The Resistance is Alive

By TMP 43rd Editorial Board

We hope you had a wonderful 2025. The countless small emotional, professional, and physical triumphs of a year can easily fall by the wayside in a fast-paced culture like ours, but we implore you to look back on them, hopefully with joy, pride, and gratitude. Nonetheless, The Milton Paper can observe with clarity that 2025 was a veritably horrible year for human society overall.

Starting in January, billionaire henchmen’s dismantling of the world’s largest foreign aid agency precipitated 671,000 preventable deaths, mostly from malaria, pneumonia, HIV/AIDS, and malnutrition, per estimates from Boston University epidemiologist Brooke Nichols. The midyear Global Peace Index displayed a dismaying trend toward more armed conflict, and the Bank of International Settlements believes global debt accumulation is holding back developing economies, while the global poor face their highest cost of living ever.

At the risk of oversimplification, we can lay blame for many of these abominations at the feet of authoritarian politicians who, despite professing manifold ideologies, have coalesced around brutalizing the most vulnerable humans. Some of these kakistocrats have overtaken ostensible democracies (Modi, Netanyahu, Trump), while others continue to abnegate popular rule altogether (Putin, bin Salman, Díaz-Canel), but they have collectively gained ground: “The world has fewer democracies than autocracies for the first time in over 20 years,” reads the 2025 V-Dem Democracy Report.

All of this is to say that, as you read this, there is much in the headlines to lament. However, we do not want your main takeaway from this editorial to be that the world’s suffering and oppression are insoluble in their magnitude. On the contrary, far from a year characterized by people’s accepting injustice, 2025 has featured a parade of inspiring instances of popular resistance.

As Trump weaponized law enforcement to torment immigrants, community organizations have stepped up to disrupt ICE operations on a level previously unseen. Meanwhile, some seven million protesters marched in “No Kings” protests denouncing Trump’s authoritarian policies, marking the largest protests in US history. In Nepal, Madagascar, Timor Leste, and Mongolia, similar movements from outraged youths brought down corrupt governments. Young people showed up at the American polls as well, affirming their preference for politicians unwilling to capitulate to the White House: Zohran Mamdani, Katie Wilson, Michelle Wu, and more. Popular pressure has also compelled those in power to positive policy change, from California’s enactment of retaliatory redistricting to Microsoft’s development of sustainable AI models due to consumer pressure. Overall, the power of collective action has proved overwhelming in 2025, despite the depraved circumstances from which that action emerged.

Such resistance should inspire students to seek change at the group-level, even as contemporary culture exalts the individual. Even within Milton, whose walls shut out the worst of the world’s violence, smaller examples of collaborative reform blossomed this year.
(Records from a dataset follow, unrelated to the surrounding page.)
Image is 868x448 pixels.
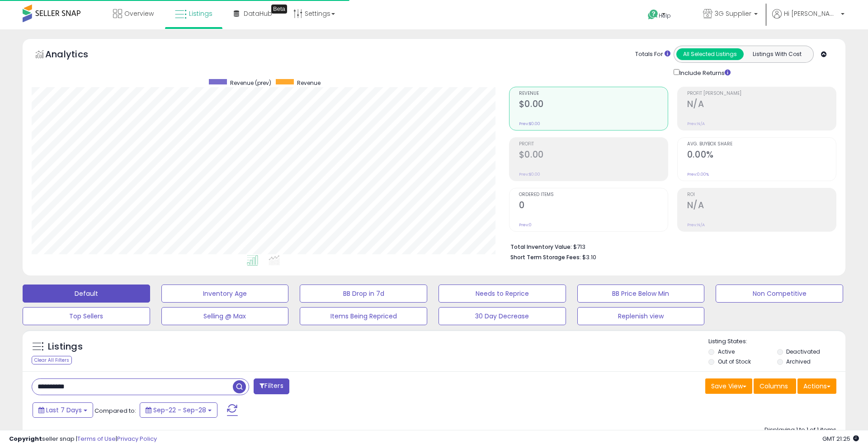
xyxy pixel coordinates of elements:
h5: Listings [48,340,83,353]
h2: 0 [519,200,668,212]
button: Actions [797,378,836,394]
a: Terms of Use [77,435,116,443]
button: Columns [754,378,796,394]
b: Short Term Storage Fees: [510,253,581,261]
span: Ordered Items [519,192,668,198]
small: Prev: 0.00% [687,172,709,177]
button: Items Being Repriced [300,307,427,325]
button: Non Competitive [716,285,843,303]
button: Inventory Age [162,285,289,303]
h2: N/A [687,99,836,111]
button: Default [23,285,150,303]
button: Save View [705,378,752,394]
span: Compared to: [94,406,136,415]
i: Get Help [647,9,658,20]
div: Clear All Filters [32,356,72,364]
li: $713 [510,241,829,251]
small: Prev: $0.00 [519,121,540,126]
h5: Analytics [45,48,106,63]
span: Avg. Buybox Share [687,142,836,147]
b: Total Inventory Value: [510,243,572,251]
span: Help [658,12,671,19]
small: Prev: $0.00 [519,172,540,177]
button: Selling @ Max [162,307,289,325]
span: DataHub [243,9,272,18]
button: 30 Day Decrease [438,307,566,325]
button: Last 7 Days [33,402,93,418]
button: Needs to Reprice [438,285,566,303]
small: Prev: N/A [687,121,705,126]
span: Revenue [519,91,668,97]
span: 3G Supplier [715,9,752,18]
button: BB Drop in 7d [300,285,427,303]
a: Help [640,2,688,29]
h2: N/A [687,200,836,212]
span: Profit [PERSON_NAME] [687,91,836,97]
button: Top Sellers [23,307,150,325]
span: Last 7 Days [46,406,82,415]
button: Replenish view [577,307,705,325]
button: Filters [253,378,289,394]
a: Privacy Policy [117,435,157,443]
small: Prev: 0 [519,222,531,228]
button: Sep-22 - Sep-28 [140,402,218,418]
label: Deactivated [786,348,820,356]
label: Out of Stock [718,358,751,366]
div: seller snap | | [9,435,157,443]
h2: $0.00 [519,99,668,111]
span: Revenue (prev) [230,79,271,87]
p: Listing States: [708,337,845,346]
label: Active [718,348,735,356]
span: ROI [687,192,836,198]
strong: Copyright [9,435,42,443]
small: Prev: N/A [687,222,705,228]
span: Sep-22 - Sep-28 [153,406,206,415]
label: Archived [786,358,811,366]
span: Hi [PERSON_NAME] [784,9,838,18]
span: Overview [124,9,154,18]
button: BB Price Below Min [577,285,705,303]
div: Include Returns [667,67,742,78]
h2: 0.00% [687,150,836,162]
a: Hi [PERSON_NAME] [772,9,845,29]
button: Listings With Cost [743,49,811,60]
span: Profit [519,142,668,147]
span: $3.10 [582,253,596,261]
div: Tooltip anchor [271,5,287,13]
span: 2025-10-6 21:25 GMT [822,435,859,443]
span: Revenue [297,79,321,87]
div: Totals For [635,50,670,58]
button: All Selected Listings [676,49,744,60]
div: Displaying 1 to 1 of 1 items [764,426,836,435]
span: Listings [189,9,212,18]
span: Columns [760,382,788,391]
h2: $0.00 [519,150,668,162]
From the new FAM Affinity group, founded by Pati Pogorzelska ’26 to break a long-held silence on financial aid, to DEIJ-facilitated Power in Participation (PiP) blocks, wherein student organizations engaged in legislative advocacy, standing alone has begun to fall out of fashion…finally. In 2026, we urge you to further take the reins in initiatives like these; change cannot always come from above.
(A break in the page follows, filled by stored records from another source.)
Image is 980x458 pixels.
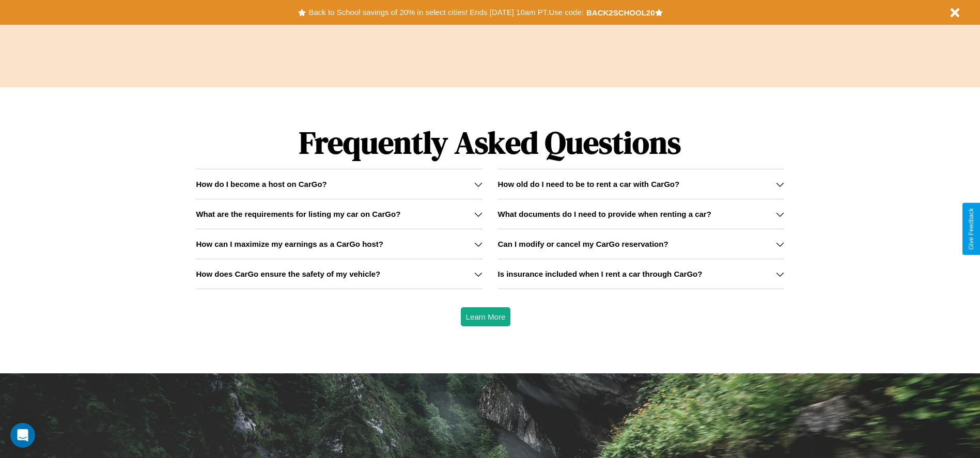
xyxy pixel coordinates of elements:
[498,270,703,278] h3: Is insurance included when I rent a car through CarGo?
[196,116,784,169] h1: Frequently Asked Questions
[461,308,511,326] button: Learn More
[196,270,380,278] h3: How does CarGo ensure the safety of my vehicle?
[196,240,384,249] h3: How can I maximize my earnings as a CarGo host?
[498,180,680,189] h3: How old do I need to be to rent a car with CarGo?
[498,209,712,218] h3: What documents do I need to provide when renting a car?
[11,423,35,448] div: Open Intercom Messenger
[306,5,586,20] button: Back to School savings of 20% in select cities! Ends [DATE] 10am PT.Use code:
[587,8,655,17] b: BACK2SCHOOL20
[498,240,668,249] h3: Can I modify or cancel my CarGo reservation?
[196,209,400,218] h3: What are the requirements for listing my car on CarGo?
[196,180,326,189] h3: How do I become a host on CarGo?
[968,209,975,250] div: Give Feedback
As it stands, we lack proximity to the bravest characters in this year’s story, but we still must not forget that those heroes, those on the frontlines of the resistance, go on fighting, whether or not we choose to emulate their cooperation or marinate in apathy. The people of the world will not go quietly into a future that opposes their most fundamental values. The least we can do in preparation to one day pick up the torch is to intentionally practice collective action and reject the individualistic siloing behind the present crisis.